Then rose a sound of dread, such as startles the sleeping encampments
Far in the western prairies or forests that skirt the Nebraska,

When the wild horses affrighted sweep by with the speed of the whirlwind,

Or the loud-bellowing herds of buffaloes rush to the river.

Such was the sound that arose on the night, as the herds and the horses Broke through their folds and fences, and madly rushed o'er the meadows.

Overwhelmed with the sight, yet speechless, the priest and the maiden

Gazed on the scene of terror that reddened and widened before them;
And as they turned at length to speak to their silent companion,
Lo! from his seat he had fallen, and stretched abroad on the sea-shore
Motionless lay his form, from which the soul had departed.
Slowly the priest uplifted the lifeless head, and the maiden
Knelt at her father's side, and wailed aloud in her terror.
Then in a swoon she sank, and lay with her head on his bosom.
Through the long night she lay in deep, oblivious slumber;
And when she woke from the trance, she beheld a multitude near her.
Faces of friends she beheld, that were mournfully gazing upon her,
Pallid, with tearful eyes, and looks of saddest compassion.
Still the blaze of the burning village illumined the landscape,
Reddened the sky overhead, and gleamed on the faces around her,
And like the day of doom it seemed to her wavering senses.
Then a familiar voice she heard, as it said to the people:-
"Let us bury him here by the sea.
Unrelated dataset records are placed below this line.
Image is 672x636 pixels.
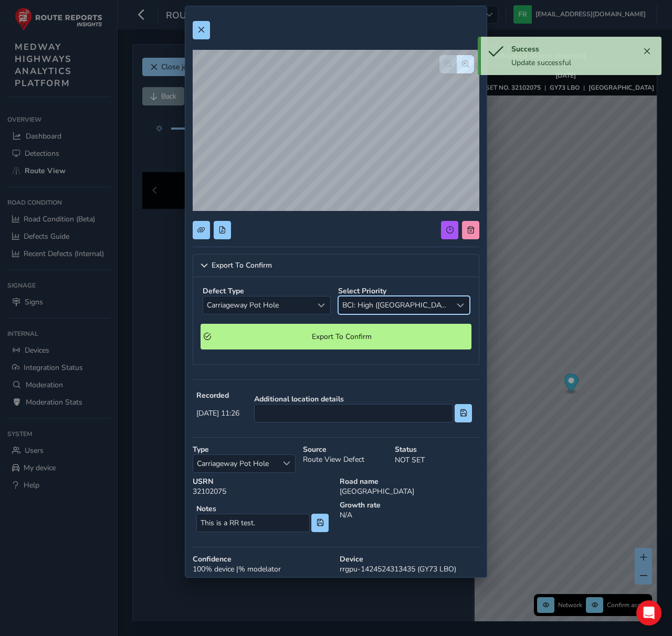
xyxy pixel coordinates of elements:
[299,441,391,477] div: Route View Defect
[193,455,278,472] span: Carriageway Pot Hole
[339,297,452,314] span: BCI: High ([GEOGRAPHIC_DATA])
[340,477,479,487] strong: Road name
[193,477,332,487] strong: USRN
[395,455,479,466] p: NOT SET
[189,473,336,500] div: 32102075
[511,58,640,68] div: Update successful
[193,254,479,277] a: Collapse
[196,391,239,400] strong: Recorded
[338,286,387,296] strong: Select Priority
[193,554,332,564] strong: Confidence
[340,500,479,510] strong: Growth rate
[636,600,662,626] div: Open Intercom Messenger
[336,496,483,539] div: N/A
[196,408,239,419] span: [DATE] 11:26
[336,473,483,500] div: [GEOGRAPHIC_DATA]
[212,262,272,269] span: Export To Confirm
[193,277,479,365] div: Collapse
[254,394,472,404] strong: Additional location details
[395,445,479,455] strong: Status
[203,297,313,314] span: Carriageway Pot Hole
[640,44,654,59] button: Close
[202,286,244,296] strong: Defect Type
[201,324,471,350] button: Export To Confirm
[189,551,336,578] div: 100 % device | % modelator
[336,551,483,578] div: rrgpu-1424524313435 (GY73 LBO)
[452,297,470,314] div: Select priority
[313,297,331,314] div: Select a type
[278,455,295,472] div: Select a type
[196,504,329,514] strong: Notes
[340,554,479,564] strong: Device
[189,574,336,602] div: No model file
[215,332,468,342] span: Export To Confirm
[193,445,296,455] strong: Type
[303,445,387,455] strong: Source
[336,574,483,602] div: dcb619fb-b86d-4f33-929f-e1f2d38d72ce
[511,44,540,54] span: Success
When a happier season
Brings us again to our homes from the unknown land of our exile,
Then shall his sacred dust be piously laid in the churchyard."
Such were the words of the priest. And there in haste by the sea-side,
Having the glare of the burning village for funeral torches,
But without bell or book, they buried the farmer of Grand-Pré.
And as the voice of the priest repeated the service of sorrow,
Lo! with a mournful sound, like the voice of a vast congregation,
Solemnly answered the sea, and mingled its roar with the dirges.
'Twas the returning tide, that afar from the waste of the ocean,
With the first dawn of the day, came heaving and hurrying landward.
Then recommenced once more the stir and noise of embarking;
And with the ebb of that tide the ships sailed out of the harbour,
Leaving behind them the dead on the shore, and the village in ruins.

Part the Second.

I.

MANY a weary year had passed since the burning of Grand-Pré,
When on the falling tide the freighted vessels departed,
Bearing a nation, with all its household gods, into exile,
Exile without an end, and without an example in story.
Far asunder, on separate coasts, the Acadians landed;

Scattered were they, like flakes of snow, when the wind from the north-east

Strikes aslant through the fogs that darken the Banks of Newfoundland. Friendless, homeless, hopeless, they wandered from city to city, From the cold lakes of the North to sultry Southern savannas,

From the black shores of the sea to the lands where the Father of
Waters

Seizes the hills in his hands, and drags them down to the ocean,
Deep in their sands to bury the scattered bones of the mammoth.
Friends they sought, and homes; and many, despairing, heart-broken,
Asked of the earth but a grave, and no longer a friend nor a fireside.
Written their history stands on tablets of stone in the churchyards.
Long among them was seen a maiden who waited and wandered,
Lowly and meek in spirit, and patiently suffering all things.
Fair was she and young; but alas! before her extended,
Dreary and vast and silent, the desert of life, with its pathway
Marked by the graves of those who had sorrowed and suffered before
her,

Passions long extinguished, and hopes long dead and abandoned,
As the emigrant's way o'er the Western desert is marked by
Camp-fires long consumed, and bones that bleach in the sunshine.
Something there was in her life incomplete, imperfect, unfinished;
As if a morning of June, with all its music and sunshine,
Suddenly paused in the sky, and, fading, slowly descended
Into the East again, from whence it late had arisen.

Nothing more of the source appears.